The area below the volcanoes, the Balsas Valley, changed to
a different temperature zone ranging from 12.5 to 28 Centigrade.
It became the valley where “primavera nunca muere.” [Spring never
dies.] The other river of tears of Miztzli, the moon goddess, where
once one could pan for gold, was the Papaloapan
River which emptied into the Gulf of Mexico.


Two goddesses have acquired a different myth. First, Tlaltecuhtli,
the male Earthlord was also a female goddess with the same name
who was born in a burning tree. She became the mythological Mixtec
goddess who was the source of heavenly power and approval for
the dynasty of Apuala and Tilangtongo. [Bodley Codex, Lamina 1-1]

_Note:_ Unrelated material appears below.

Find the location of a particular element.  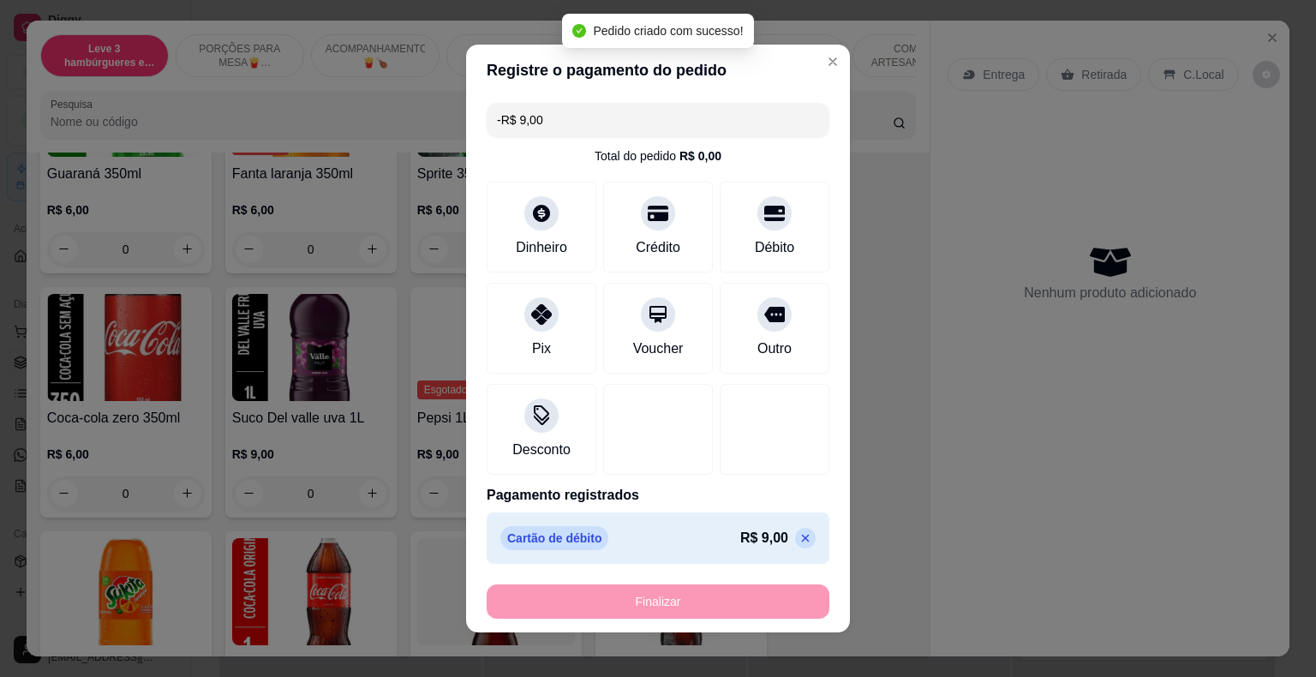

div: Total do pedido is located at coordinates (658, 156).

Her counterpart from the Aztec world named, Coyolxauque, had the same star myth as that of Tlaltecuhtli. The exception was that Coyolxauhque was not born in a burning tree. Instead, she was the star-sister of Huitzilopochtli. When she found her mother,Coatlicue, was pregnant but had no husband, it was her
desire to destroy her mother for her indiscretion.


So Cotollxauque and the Centzon
Huitznahua the stars of the Via Lacta//the
Milky Way] attacked her mother. Huitzilopochtli, was not yet born.
Mary Miller and Karl Taube, in 1993, in their book
The Gods and Symbols of Ancient Mexico and the Maya,
described the battle:


The Centzon Huitznahua and Cotollxauque charged Coatepec,
slicing off Coatlicue's head. Out of her truncated body leapt [sic]
Huitzilopochtli, fully formed and dressed, brandishing his Xiuhhcoatl,
with which he, in turn, dismembered his sister‘s body parts, and
tumbled them down to the foot of Coatepec. Only a few of his half-brothers managed to flee.”

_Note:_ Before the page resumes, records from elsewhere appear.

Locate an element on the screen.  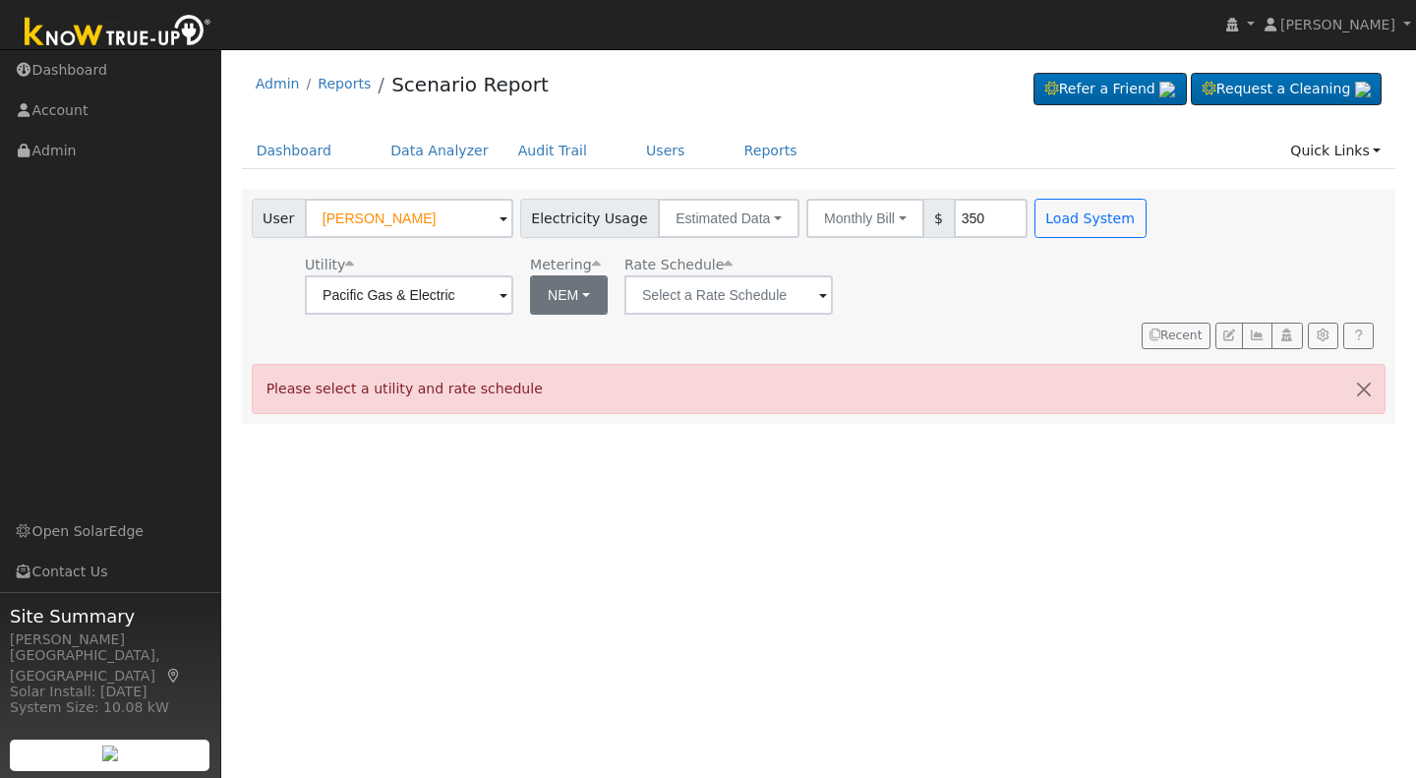
a: Map is located at coordinates (174, 675).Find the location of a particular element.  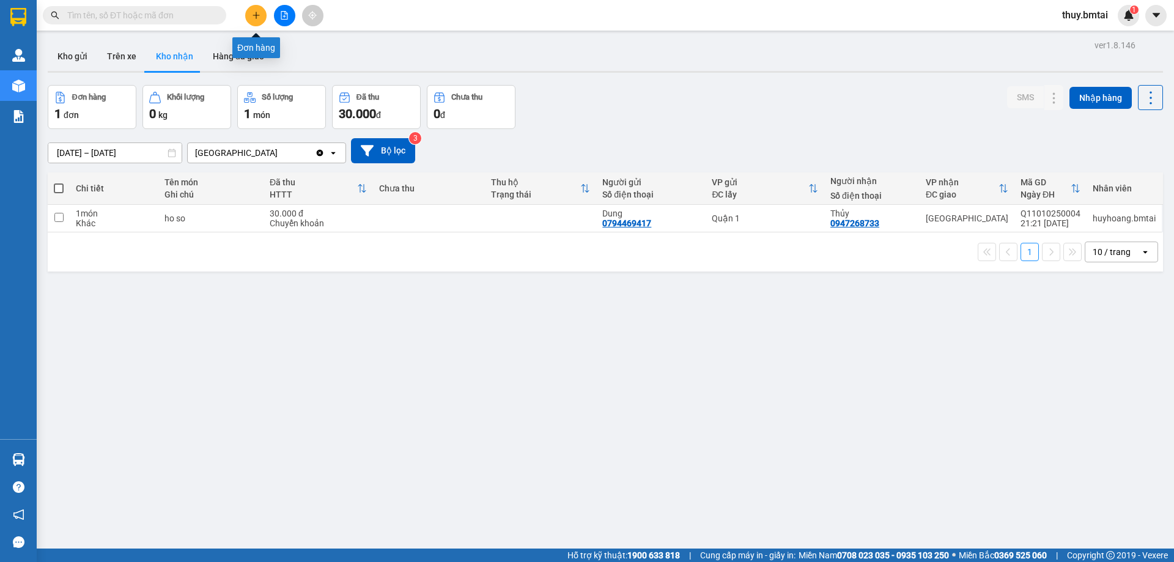

input: Selected Nha Trang. is located at coordinates (280, 153). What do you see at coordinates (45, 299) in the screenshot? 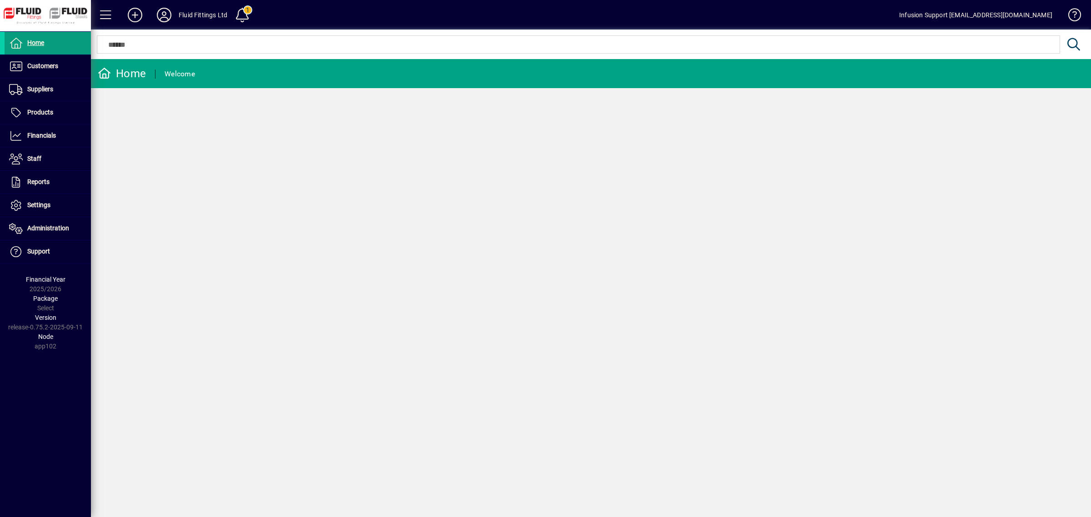
I see `span: Package` at bounding box center [45, 299].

Miller and Taube continued their narrative with the following information:


“. . . The head of Coyolxauhque lay at the base of the pyramid, her
image carved on the surface of a round [flat] stone. . . “


The conclusion that Coyolxauhque “might be the Moon Goddess was
already an established conclusion in other publications (1978, XI, 96) in
Newsweek, “as a lunar deity,” and by Moctizuma, Eduardo M. (1988, 42)
in his book, The Great Temple of the Aztecs, where he inferred
Coyolxauhquecould represent the moon,”


Nevertheless, both  Coyolxauhque and Tlaltecuhtli had a similar story,.
The Moon and Coatlicue were joined into one disaster, but there was
the other myth that both Coyolxauhque
and Tlaltecuhtli had been dismembered and thrown down to earth.
Their bodies were decapitated but torn apart.

Conclusion There was a clear distinction between Aztec
Coatlicue, the center of the earth with Miztztl, the Aztec Moon goddess
and the Mixtec Coyolxauque with Tlaltecuhtli. The first pair were
decapitated with one direct “sheer thrust.”  The latter two were torn
apart, head, torso, arms, and legs and thrown down to earth, ]bur only
Coyolxauhque had the Centzon Huitznaha
come down to commiserate about her bad luck in the battle.
Because of the disparity between the two pairs of goddesses,
there is no doubt that Miztzli
was, and is, the original name of the Moon Goddess.